ECB’s Wunsch: ‘We Must Not Sleepwalk to 2% Without Thinking About It’

24 February 2025

ECB’s Wunsch: ‘We Must Not Sleepwalk to 2% Without Thinking About It’
Pierre Wunsch, governor of the National Bank of Belgium, attending the session on Monetary policy normalisation at the ECB Forum 28 June 2023 in Sintra, Portugal.

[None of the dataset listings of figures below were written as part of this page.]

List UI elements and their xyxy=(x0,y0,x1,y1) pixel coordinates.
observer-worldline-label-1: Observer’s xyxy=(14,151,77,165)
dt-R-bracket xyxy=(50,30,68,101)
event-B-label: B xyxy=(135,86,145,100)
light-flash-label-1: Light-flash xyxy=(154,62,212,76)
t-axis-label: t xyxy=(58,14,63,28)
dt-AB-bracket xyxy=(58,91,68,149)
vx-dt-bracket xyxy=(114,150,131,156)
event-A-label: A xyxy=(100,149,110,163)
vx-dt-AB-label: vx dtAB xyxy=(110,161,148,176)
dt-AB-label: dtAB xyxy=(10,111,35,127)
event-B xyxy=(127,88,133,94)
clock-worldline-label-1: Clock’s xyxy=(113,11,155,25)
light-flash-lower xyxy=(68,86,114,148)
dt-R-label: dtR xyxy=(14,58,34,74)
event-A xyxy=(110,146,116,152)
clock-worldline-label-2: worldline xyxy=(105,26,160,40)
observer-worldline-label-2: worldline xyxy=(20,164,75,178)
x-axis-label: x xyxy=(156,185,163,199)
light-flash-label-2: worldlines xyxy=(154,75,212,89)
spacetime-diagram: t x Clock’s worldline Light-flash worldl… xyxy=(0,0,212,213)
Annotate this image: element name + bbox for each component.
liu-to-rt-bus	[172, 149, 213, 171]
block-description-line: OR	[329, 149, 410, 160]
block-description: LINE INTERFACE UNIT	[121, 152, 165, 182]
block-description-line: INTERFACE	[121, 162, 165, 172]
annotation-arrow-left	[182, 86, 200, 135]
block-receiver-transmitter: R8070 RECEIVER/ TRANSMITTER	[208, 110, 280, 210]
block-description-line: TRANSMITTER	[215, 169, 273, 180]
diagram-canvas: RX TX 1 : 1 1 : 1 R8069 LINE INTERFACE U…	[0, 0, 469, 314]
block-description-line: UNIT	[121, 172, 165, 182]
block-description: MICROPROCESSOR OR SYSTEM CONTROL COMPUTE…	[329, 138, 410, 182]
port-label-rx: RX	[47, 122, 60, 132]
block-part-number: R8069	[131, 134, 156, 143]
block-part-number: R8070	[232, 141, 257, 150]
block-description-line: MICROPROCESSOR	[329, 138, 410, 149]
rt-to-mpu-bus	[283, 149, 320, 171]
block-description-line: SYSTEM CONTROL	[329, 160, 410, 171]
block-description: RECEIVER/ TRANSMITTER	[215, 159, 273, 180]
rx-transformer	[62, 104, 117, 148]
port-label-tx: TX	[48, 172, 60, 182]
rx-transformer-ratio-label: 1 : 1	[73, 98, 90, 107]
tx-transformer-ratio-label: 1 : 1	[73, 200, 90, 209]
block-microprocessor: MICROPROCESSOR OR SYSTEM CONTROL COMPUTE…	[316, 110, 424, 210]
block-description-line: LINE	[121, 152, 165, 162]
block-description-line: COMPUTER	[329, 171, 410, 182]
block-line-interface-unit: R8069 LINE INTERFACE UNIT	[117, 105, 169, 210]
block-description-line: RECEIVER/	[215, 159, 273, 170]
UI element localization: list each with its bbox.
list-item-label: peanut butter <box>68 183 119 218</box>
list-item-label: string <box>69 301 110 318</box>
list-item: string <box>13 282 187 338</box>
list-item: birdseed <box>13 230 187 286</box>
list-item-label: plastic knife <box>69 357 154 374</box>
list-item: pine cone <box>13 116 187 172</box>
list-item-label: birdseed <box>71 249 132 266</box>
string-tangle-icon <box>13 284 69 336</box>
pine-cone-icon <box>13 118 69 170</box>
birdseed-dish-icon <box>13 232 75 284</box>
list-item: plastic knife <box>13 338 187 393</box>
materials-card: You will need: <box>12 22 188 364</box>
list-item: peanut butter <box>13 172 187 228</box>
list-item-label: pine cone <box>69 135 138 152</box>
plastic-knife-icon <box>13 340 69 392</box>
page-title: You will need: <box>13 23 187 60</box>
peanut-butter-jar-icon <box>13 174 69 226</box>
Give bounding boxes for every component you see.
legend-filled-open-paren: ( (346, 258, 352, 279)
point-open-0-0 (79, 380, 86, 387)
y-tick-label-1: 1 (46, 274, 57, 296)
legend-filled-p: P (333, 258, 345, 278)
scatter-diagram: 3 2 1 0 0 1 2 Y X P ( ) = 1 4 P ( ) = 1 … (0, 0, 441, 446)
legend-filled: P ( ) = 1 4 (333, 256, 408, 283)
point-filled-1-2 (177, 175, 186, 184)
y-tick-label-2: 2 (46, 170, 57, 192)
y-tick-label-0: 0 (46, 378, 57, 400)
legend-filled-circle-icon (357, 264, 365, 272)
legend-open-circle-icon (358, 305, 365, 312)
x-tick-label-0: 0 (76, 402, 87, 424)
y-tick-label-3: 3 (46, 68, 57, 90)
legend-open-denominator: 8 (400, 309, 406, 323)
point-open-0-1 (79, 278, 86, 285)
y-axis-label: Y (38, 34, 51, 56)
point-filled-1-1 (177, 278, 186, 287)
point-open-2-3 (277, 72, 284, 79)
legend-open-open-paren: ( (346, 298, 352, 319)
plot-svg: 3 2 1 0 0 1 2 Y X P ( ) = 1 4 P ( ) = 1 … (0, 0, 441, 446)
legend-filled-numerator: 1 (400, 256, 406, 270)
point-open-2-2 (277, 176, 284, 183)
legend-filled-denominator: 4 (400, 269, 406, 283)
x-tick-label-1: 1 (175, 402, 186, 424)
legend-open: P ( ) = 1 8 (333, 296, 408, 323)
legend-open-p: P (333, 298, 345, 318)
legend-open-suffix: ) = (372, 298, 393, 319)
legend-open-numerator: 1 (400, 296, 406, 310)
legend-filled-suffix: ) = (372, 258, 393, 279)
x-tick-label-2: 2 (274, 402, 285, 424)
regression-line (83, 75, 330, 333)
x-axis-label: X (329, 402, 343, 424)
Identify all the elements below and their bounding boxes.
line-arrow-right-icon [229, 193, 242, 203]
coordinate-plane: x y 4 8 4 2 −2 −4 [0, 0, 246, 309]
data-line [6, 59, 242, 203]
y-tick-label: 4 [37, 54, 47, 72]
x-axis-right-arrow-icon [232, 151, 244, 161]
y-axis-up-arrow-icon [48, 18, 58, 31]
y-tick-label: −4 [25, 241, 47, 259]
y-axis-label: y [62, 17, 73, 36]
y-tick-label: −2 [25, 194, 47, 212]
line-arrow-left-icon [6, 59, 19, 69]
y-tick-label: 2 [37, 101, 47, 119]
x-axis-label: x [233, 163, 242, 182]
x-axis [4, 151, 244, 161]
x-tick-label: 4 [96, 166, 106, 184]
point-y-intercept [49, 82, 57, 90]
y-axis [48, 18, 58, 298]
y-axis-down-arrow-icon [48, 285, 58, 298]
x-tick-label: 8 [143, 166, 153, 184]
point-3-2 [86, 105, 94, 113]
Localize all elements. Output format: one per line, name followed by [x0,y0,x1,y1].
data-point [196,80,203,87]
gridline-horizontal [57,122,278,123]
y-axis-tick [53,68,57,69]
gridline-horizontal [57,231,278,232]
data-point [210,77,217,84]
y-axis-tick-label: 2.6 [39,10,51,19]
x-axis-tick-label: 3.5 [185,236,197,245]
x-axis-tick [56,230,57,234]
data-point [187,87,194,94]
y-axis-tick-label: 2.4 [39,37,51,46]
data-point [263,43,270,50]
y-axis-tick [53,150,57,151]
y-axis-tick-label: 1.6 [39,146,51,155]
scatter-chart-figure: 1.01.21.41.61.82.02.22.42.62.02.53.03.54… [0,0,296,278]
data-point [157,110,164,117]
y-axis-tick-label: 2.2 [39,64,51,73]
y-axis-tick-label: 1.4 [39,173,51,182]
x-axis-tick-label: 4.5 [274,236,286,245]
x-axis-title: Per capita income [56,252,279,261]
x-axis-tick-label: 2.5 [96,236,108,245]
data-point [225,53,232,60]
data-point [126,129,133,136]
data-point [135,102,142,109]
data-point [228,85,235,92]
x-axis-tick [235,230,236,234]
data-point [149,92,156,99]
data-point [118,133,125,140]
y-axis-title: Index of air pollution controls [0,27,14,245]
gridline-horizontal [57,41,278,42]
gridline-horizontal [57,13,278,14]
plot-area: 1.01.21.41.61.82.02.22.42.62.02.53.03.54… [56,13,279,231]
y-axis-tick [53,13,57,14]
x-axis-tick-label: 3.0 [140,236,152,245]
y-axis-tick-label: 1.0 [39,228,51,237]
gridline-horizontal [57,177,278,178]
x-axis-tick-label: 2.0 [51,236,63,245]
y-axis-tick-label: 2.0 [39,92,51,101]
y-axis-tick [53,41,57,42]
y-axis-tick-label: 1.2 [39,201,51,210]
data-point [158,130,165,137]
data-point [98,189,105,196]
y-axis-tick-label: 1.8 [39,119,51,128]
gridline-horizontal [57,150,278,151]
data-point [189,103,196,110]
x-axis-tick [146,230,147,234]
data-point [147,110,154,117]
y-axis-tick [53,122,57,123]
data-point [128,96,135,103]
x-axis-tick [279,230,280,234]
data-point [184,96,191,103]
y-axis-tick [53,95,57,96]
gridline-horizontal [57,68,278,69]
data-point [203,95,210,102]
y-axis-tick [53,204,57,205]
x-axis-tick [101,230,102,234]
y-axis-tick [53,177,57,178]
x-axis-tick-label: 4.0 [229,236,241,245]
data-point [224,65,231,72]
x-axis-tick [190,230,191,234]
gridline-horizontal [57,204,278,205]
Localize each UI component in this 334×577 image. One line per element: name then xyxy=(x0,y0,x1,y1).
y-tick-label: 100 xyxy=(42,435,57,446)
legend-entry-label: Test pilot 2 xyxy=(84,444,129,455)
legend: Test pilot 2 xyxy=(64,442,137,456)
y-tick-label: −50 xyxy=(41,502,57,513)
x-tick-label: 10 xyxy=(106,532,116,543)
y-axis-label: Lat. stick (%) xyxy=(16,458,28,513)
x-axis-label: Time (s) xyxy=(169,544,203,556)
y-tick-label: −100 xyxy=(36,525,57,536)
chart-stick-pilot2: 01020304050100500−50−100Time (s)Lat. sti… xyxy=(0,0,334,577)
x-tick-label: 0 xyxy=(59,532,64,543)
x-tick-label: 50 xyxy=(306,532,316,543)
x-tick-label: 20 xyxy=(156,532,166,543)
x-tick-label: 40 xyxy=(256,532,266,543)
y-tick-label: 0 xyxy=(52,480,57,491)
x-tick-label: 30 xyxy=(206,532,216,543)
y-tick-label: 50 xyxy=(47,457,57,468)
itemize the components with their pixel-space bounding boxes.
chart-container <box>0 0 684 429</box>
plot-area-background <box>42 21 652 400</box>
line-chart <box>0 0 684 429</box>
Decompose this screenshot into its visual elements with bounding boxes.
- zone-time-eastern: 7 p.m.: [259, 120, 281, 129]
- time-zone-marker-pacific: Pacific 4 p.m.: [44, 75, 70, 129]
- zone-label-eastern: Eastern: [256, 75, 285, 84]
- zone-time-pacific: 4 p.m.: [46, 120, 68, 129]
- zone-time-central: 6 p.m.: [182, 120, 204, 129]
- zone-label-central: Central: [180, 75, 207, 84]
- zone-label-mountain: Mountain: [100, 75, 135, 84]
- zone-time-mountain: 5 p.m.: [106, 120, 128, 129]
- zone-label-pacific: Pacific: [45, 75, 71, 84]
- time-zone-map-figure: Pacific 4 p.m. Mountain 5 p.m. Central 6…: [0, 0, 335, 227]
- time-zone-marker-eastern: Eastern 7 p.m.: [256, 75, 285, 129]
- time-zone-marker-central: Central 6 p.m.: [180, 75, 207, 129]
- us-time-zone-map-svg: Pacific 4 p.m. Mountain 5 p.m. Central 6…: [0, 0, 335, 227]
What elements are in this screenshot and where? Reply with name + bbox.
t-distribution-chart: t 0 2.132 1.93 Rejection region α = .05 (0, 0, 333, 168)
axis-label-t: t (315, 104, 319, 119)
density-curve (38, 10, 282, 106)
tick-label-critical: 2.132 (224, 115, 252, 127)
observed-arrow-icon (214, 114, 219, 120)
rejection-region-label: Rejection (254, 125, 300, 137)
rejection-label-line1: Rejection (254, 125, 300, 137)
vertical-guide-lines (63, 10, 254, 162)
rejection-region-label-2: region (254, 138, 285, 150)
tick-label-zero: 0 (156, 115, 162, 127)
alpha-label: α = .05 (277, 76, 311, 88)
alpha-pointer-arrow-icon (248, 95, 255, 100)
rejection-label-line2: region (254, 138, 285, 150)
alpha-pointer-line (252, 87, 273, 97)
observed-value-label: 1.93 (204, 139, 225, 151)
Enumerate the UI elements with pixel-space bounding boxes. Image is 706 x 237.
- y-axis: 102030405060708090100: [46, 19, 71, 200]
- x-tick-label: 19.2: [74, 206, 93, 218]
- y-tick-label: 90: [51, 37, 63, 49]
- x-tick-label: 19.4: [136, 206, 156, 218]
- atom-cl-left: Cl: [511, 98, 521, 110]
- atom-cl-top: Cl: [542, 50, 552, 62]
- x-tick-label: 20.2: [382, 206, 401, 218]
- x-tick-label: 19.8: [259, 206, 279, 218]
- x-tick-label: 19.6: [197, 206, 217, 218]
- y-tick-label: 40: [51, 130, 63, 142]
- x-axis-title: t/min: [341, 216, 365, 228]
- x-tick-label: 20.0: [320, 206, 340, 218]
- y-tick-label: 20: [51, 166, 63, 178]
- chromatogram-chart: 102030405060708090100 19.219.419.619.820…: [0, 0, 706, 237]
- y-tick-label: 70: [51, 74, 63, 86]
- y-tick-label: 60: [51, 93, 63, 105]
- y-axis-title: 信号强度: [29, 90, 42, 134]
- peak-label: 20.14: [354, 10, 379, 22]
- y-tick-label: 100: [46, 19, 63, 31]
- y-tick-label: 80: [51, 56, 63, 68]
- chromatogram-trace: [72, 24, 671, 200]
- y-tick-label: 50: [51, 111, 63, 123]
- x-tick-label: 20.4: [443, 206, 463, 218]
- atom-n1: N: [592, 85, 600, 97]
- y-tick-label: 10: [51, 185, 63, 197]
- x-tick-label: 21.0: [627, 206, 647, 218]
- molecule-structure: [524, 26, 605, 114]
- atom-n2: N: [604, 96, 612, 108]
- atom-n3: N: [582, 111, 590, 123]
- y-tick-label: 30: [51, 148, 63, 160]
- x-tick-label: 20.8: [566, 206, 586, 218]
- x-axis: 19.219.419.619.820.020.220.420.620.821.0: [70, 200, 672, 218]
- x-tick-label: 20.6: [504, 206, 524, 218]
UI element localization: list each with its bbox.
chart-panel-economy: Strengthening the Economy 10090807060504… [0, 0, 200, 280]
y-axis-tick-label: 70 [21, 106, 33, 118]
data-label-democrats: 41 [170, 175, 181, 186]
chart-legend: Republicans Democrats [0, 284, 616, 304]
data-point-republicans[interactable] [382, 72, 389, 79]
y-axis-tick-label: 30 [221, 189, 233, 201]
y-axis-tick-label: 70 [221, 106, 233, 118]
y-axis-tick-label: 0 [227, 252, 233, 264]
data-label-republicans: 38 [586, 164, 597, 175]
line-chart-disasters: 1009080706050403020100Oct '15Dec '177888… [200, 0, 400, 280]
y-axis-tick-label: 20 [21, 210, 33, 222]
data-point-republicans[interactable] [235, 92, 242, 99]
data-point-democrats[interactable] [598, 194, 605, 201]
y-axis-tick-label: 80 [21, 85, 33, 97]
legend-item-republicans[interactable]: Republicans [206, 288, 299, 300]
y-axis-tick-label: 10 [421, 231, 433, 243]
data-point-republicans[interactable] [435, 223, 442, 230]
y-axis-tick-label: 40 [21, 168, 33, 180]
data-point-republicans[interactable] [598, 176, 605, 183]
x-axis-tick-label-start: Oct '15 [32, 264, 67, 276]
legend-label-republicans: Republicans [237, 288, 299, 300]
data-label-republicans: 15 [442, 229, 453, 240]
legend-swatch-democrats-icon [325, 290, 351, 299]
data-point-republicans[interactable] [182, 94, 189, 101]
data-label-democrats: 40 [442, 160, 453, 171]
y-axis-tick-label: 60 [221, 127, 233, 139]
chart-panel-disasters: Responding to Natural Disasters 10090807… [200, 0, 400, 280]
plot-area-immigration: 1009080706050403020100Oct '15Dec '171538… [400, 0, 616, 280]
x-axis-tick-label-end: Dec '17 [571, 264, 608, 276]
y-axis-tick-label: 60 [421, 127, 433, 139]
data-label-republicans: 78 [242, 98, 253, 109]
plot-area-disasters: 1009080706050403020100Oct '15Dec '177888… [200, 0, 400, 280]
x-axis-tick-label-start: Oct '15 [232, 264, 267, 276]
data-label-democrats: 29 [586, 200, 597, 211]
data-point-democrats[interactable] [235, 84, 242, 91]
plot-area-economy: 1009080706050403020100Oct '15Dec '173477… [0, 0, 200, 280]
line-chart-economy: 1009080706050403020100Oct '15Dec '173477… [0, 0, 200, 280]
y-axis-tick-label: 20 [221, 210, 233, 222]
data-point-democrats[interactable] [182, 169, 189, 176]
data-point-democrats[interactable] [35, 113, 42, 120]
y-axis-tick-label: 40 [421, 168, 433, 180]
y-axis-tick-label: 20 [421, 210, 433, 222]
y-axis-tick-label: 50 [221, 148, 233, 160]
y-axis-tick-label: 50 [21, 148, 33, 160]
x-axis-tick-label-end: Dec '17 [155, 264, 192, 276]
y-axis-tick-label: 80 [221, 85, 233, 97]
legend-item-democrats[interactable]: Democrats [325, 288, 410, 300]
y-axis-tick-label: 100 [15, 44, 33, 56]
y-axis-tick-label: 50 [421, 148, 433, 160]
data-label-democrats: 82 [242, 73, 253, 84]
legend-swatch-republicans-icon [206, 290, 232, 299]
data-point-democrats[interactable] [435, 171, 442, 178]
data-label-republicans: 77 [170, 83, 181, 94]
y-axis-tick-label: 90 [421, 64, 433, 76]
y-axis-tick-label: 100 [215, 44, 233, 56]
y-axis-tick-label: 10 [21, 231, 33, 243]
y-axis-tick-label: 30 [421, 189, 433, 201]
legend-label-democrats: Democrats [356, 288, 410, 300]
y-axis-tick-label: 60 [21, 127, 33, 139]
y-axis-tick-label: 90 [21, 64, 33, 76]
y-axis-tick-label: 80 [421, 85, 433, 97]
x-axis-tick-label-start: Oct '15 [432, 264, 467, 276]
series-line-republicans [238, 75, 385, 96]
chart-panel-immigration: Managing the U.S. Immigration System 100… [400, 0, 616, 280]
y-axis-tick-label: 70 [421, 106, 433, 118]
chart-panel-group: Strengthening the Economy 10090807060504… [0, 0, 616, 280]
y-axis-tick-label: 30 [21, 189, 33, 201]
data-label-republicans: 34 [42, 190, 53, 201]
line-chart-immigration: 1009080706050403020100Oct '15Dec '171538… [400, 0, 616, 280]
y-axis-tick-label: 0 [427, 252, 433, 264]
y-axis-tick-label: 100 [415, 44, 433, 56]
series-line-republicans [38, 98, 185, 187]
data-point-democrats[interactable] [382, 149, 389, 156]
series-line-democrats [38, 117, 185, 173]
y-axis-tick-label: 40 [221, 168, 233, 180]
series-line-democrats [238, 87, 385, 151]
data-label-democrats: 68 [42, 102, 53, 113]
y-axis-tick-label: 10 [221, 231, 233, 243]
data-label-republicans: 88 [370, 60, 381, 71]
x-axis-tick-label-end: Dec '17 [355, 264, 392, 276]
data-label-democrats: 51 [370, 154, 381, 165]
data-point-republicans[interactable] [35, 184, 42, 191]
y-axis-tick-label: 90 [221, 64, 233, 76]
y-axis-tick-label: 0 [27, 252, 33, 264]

By David Barwick – FRANKFURT (Econostream) – The European Central Bank is at risk of blindly going too far in easing its monetary policy, according to Governing Council member Pierre Wunsch.

 

In an interview with the FT, Wunsch, who heads the Belgian National Bank, said that the ECB could wind up ‘sleepwalking’ into too many rate cuts.

 

‘I’m not pleading for a pause in April but we must not sleepwalk to 2% without thinking about it’, he was quoted as saying. ‘Let’s keep it open: If the data justify a new cut, we’ll cut. If they don’t, we might have to pause.’

 

Nonetheless, Wunsch signalled that he was ‘relatively relaxed about the inflation outlook’, according to the paper. The risks were ‘relatively limited’ in both directions, he said, so that ‘[i]nflation in Europe might be the boring part of 2025, and 2025 is not going to be boring.’

 

According to Wunsch, ECB President Christine Lagarde’s assurance as to the downward ‘direction of travel’ at the last press conference meant only ‘that we felt comfortable going from 3% to 2.75% and that we might see one or two rate cuts to go’.

 

‘At some point — and it might be at one of the next meetings depending on whether we have a surprise or not — we may have to consider whether we are not only moving in the right direction, but also at the right pace’, Wunsch said.

 

Wunsch declined to confirm that rates were still restrictive, calling himself ‘not even sure’ about this. Policymakers’ job now was ‘fine-tuning’ monetary policy ‘around a soft landing’, potentially entailing ‘a little bit of trial and error’, he said.

 

Still, Wunsch said he was ‘relatively comfortable’ with the expectation of markets that interest rates would get to 2% by year’s end, ‘give or take 50bp’. He did not exclude going below 2% if data warranted it, the FT said.